Steiner's Philosophy of Freedom was written around 1893 as part of his project to reconcile an innate and developing clairvoyant capacity with the Kantian philosophy dominating German thought of the time, particularly the claims on the limits to knowledge and the nature of moral action. Steiner sought to take issue with both Kantian positions, which on the one hand repudiated the human capacity to know things and facts falling outside the Western social idiom of rationality and reason, and on the other viewed morality as a product of the universalizing capacity of reason when applied to self-conscious actions.
Turning to Goethe both for inspiration and for technical guidance, Steiner repudiates and softens the Kantian dogmas, and later in his life is able to demonstrate quite materially that human knowledge can indeed extend beyond the categories of sense experience, and that human action can be justified on grounds that extend beyond the mere universalizability of an action or a thought. But for all that, Steiner's philosophy remains Kantian in its basic form and spirit, and it can only be properly understood against the background of Kantian idealism and the great German intellectual tradition that culminates in Hegel, and then leads to the political disasters of Kaiser Wilhelm II and the Third Reich.
Fundamental to Steiner's philosophy is the notion of thought and thinking as a transcendental, sense-free activity which confers freedom on individual experience. Ultimately, Steiner would show that sense-free thinking is a function of something called the "astral body," a cosmic entity seated outside of ordinary space and time which embodies not just the impulses and the substance of thought and thinking, but simultaneously those of willing and the great rainbow of qualitiative feeling that our subjective experience enjoys or suffers. Human consciousness and human experience, on Steiner's theory, is actually a cosmic quantity of some sort, outside ordinary space and time, free of ordinary moral and social constraints, essentially immortal and the repository of a gigantic, recursive sojourn of life, death and rebirth subject to continual learning and improvement under the guidance of even higher cosmic beings, whose epitome entered Earth evolution through the life of Jesus of Nazareth.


== Work instructions ==
Return copies of the lines below that mention "from".
/---
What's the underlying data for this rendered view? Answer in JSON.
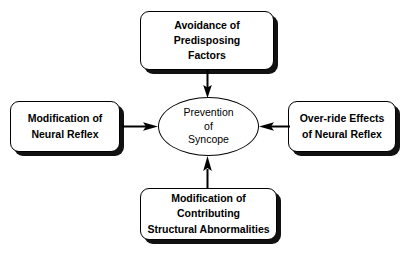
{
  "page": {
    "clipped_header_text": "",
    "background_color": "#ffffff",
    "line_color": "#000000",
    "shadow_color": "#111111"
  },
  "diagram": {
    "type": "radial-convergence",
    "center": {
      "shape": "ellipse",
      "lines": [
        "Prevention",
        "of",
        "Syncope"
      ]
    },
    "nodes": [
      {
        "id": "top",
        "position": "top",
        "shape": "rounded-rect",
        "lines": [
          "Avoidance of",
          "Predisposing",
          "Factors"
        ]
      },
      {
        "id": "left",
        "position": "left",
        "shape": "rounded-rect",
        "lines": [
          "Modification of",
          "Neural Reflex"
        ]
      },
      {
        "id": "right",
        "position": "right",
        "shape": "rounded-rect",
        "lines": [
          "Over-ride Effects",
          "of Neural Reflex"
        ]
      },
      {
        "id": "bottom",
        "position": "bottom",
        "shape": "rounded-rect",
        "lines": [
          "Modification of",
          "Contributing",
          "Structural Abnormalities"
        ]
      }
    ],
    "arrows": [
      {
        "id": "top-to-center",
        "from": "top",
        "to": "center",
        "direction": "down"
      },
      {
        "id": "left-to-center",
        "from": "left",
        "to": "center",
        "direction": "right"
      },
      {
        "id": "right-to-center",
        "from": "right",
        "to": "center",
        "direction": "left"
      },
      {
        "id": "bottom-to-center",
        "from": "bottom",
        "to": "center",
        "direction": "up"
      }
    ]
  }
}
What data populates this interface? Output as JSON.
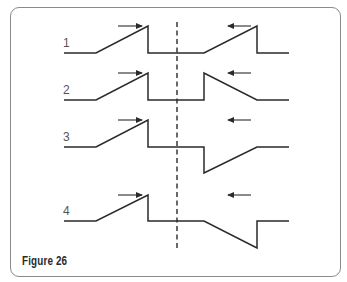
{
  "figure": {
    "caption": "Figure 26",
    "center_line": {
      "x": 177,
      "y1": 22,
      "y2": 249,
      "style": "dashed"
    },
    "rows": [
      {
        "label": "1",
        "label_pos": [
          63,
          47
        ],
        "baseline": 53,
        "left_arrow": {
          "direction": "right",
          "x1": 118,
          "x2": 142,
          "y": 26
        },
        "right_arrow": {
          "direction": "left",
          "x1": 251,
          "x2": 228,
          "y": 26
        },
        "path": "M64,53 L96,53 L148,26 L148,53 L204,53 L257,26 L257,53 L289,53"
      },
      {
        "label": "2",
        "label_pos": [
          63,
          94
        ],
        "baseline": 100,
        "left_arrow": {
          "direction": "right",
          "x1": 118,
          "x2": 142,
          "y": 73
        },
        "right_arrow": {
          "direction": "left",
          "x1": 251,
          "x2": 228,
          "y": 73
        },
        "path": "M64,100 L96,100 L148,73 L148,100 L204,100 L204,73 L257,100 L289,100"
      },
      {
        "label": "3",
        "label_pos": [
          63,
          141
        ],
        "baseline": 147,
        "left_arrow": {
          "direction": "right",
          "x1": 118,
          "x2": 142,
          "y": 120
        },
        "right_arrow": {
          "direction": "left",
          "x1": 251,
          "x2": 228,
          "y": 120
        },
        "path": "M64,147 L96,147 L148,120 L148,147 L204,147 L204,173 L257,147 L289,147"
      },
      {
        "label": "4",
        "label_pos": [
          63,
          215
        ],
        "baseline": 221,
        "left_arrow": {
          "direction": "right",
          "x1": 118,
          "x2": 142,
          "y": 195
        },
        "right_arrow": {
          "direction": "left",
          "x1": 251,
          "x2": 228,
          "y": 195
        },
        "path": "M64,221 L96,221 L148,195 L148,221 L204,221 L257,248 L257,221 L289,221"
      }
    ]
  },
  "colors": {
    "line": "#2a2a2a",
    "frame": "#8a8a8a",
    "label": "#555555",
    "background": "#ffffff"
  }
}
\---
/---
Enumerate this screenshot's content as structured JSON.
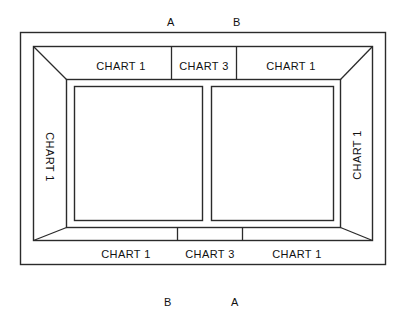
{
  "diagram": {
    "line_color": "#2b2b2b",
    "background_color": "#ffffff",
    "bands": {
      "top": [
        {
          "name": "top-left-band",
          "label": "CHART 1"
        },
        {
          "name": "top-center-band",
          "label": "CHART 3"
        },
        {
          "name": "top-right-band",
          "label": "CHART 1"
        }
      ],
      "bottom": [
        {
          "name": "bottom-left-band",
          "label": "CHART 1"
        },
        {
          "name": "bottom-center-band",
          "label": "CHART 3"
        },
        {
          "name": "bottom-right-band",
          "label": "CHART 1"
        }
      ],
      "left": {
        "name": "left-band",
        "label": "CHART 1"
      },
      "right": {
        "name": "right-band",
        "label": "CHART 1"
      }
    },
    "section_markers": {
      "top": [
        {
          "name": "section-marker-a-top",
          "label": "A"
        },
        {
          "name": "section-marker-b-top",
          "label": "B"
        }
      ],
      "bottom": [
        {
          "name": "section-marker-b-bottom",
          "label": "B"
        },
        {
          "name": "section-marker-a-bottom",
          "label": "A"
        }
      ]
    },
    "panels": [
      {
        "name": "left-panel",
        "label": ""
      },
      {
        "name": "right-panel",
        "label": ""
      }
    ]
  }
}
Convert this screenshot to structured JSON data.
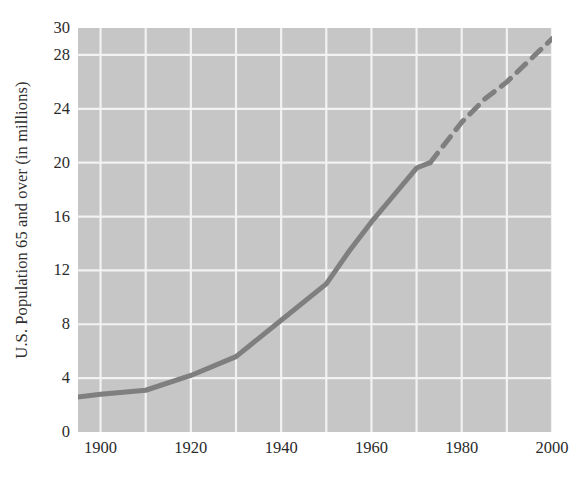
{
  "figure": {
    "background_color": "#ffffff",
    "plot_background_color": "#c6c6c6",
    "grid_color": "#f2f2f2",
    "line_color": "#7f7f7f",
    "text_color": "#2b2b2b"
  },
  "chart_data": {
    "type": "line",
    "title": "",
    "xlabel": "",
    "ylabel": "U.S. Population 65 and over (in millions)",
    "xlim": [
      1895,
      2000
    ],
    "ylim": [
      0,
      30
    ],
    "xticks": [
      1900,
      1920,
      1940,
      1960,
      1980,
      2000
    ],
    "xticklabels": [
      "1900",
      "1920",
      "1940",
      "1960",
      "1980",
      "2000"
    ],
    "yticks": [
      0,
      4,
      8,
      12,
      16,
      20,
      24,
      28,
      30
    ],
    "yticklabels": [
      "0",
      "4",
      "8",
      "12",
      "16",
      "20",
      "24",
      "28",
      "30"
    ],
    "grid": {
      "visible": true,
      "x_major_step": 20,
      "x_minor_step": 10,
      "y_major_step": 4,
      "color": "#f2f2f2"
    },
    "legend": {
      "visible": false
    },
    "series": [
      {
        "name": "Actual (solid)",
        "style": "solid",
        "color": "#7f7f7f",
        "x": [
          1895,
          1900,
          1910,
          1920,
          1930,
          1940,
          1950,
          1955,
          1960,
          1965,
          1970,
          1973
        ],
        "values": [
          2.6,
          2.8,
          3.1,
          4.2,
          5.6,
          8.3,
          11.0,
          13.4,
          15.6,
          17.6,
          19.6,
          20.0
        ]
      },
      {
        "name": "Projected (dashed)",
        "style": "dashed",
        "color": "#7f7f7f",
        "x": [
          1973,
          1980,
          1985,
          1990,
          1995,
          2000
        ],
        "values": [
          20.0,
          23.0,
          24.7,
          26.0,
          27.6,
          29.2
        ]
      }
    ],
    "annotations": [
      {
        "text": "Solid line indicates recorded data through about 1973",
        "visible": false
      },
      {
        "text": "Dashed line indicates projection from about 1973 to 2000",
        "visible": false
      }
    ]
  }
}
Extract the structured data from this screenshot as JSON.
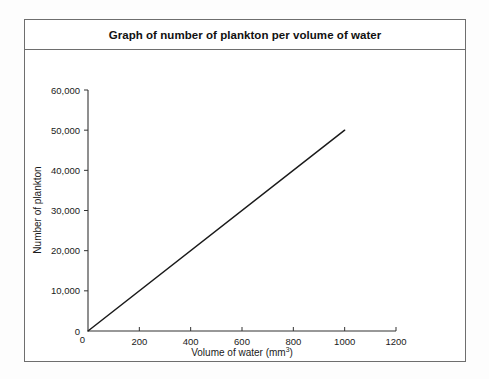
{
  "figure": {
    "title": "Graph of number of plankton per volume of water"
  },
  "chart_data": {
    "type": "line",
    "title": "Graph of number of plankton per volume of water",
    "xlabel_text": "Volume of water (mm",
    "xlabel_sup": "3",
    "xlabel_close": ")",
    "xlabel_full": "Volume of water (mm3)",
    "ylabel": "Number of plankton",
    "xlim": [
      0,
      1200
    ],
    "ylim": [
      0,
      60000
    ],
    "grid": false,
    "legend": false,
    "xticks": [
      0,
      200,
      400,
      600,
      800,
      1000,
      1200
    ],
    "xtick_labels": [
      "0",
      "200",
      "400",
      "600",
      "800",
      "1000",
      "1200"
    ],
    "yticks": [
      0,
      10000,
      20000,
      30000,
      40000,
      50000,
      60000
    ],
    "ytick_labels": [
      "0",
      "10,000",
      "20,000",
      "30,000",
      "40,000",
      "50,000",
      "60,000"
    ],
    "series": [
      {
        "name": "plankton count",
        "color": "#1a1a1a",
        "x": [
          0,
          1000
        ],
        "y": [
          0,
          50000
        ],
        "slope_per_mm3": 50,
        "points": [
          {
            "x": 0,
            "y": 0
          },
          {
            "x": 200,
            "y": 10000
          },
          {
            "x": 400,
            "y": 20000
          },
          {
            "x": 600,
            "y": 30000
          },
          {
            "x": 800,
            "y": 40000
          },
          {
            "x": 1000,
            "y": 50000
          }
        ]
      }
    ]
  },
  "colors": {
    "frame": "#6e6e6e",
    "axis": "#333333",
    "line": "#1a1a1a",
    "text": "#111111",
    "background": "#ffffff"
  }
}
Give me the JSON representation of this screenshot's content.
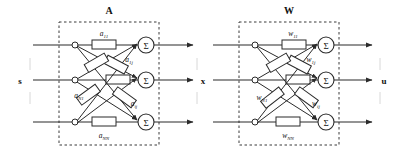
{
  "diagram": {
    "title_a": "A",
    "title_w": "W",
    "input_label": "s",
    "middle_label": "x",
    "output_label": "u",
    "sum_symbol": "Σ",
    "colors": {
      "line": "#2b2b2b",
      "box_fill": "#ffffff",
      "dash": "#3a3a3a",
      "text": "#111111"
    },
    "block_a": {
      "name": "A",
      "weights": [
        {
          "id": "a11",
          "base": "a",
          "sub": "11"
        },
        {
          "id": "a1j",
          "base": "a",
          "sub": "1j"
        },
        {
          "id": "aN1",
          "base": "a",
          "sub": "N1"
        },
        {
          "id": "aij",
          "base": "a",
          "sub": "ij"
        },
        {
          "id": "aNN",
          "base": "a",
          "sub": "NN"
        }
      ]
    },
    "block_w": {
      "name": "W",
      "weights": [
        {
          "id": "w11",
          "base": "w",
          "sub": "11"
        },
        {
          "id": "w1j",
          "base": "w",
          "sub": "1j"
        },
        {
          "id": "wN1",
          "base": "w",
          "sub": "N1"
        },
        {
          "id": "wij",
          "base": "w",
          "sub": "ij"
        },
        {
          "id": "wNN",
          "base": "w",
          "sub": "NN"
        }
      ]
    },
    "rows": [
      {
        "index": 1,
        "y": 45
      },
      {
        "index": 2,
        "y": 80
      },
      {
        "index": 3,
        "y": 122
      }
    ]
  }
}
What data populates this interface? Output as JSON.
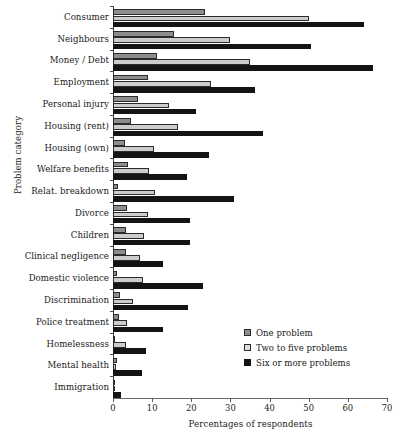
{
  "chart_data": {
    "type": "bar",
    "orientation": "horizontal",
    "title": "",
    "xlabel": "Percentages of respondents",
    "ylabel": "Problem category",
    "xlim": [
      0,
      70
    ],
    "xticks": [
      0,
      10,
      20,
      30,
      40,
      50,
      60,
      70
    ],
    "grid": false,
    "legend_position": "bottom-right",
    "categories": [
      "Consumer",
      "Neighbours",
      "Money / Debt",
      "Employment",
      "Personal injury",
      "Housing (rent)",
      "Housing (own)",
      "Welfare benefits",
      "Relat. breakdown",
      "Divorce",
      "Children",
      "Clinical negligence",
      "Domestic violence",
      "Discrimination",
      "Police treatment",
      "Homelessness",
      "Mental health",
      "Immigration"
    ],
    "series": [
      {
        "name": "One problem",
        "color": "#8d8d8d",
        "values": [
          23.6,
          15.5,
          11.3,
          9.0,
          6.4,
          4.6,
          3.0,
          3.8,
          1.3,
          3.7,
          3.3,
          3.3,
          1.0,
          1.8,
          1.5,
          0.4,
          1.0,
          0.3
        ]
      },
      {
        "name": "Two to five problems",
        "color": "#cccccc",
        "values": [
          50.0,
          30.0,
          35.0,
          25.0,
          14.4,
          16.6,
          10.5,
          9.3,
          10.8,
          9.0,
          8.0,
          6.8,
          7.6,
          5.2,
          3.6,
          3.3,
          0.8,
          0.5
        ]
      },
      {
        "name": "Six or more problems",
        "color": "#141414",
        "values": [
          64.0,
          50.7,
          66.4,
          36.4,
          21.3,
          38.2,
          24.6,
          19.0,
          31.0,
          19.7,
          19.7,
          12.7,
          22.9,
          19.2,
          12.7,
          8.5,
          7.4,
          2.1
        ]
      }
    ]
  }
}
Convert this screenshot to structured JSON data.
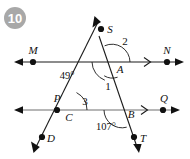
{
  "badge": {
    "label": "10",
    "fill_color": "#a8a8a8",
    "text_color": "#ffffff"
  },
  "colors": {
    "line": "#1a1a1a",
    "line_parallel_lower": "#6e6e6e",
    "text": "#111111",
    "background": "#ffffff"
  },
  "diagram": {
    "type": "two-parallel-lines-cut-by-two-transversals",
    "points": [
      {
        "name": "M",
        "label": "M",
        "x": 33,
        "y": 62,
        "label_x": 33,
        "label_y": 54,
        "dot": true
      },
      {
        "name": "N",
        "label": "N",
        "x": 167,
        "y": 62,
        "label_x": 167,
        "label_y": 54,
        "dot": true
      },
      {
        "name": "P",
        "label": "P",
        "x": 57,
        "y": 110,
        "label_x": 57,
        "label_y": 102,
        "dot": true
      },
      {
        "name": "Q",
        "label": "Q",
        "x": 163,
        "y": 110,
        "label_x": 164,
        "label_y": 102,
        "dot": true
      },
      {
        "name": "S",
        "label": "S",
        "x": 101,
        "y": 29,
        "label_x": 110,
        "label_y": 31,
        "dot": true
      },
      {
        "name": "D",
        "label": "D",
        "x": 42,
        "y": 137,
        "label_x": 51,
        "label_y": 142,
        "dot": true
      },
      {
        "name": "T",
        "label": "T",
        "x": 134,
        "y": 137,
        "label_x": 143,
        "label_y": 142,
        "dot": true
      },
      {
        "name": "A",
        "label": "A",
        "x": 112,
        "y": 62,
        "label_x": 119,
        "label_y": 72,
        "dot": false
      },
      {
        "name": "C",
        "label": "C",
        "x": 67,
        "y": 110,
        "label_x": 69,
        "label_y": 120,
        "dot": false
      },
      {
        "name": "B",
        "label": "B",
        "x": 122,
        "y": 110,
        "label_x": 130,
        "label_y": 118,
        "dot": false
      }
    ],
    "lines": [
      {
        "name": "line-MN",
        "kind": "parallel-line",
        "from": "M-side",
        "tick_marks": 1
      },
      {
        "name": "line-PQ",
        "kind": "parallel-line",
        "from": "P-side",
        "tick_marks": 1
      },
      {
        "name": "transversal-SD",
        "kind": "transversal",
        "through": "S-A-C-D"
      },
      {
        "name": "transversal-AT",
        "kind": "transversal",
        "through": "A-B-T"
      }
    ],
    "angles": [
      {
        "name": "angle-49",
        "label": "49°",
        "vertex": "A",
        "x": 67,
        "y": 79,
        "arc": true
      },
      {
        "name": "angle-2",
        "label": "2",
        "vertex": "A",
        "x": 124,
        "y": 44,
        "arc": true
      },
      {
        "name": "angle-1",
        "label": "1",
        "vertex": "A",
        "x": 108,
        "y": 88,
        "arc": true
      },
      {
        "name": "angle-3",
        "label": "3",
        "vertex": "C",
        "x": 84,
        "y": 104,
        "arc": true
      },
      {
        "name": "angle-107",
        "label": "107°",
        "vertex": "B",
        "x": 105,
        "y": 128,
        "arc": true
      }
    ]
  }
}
\---
== Answer to this exercise ==
        "from": "top",
        "from": "left",
        "from": "right",
        "from": "bottom",
        "text": "Dashed line indicates projection from about 1973 to 2000",
Extract the structured data from this screenshot as JSON.
        "from": "M-side",
        "from": "P-side",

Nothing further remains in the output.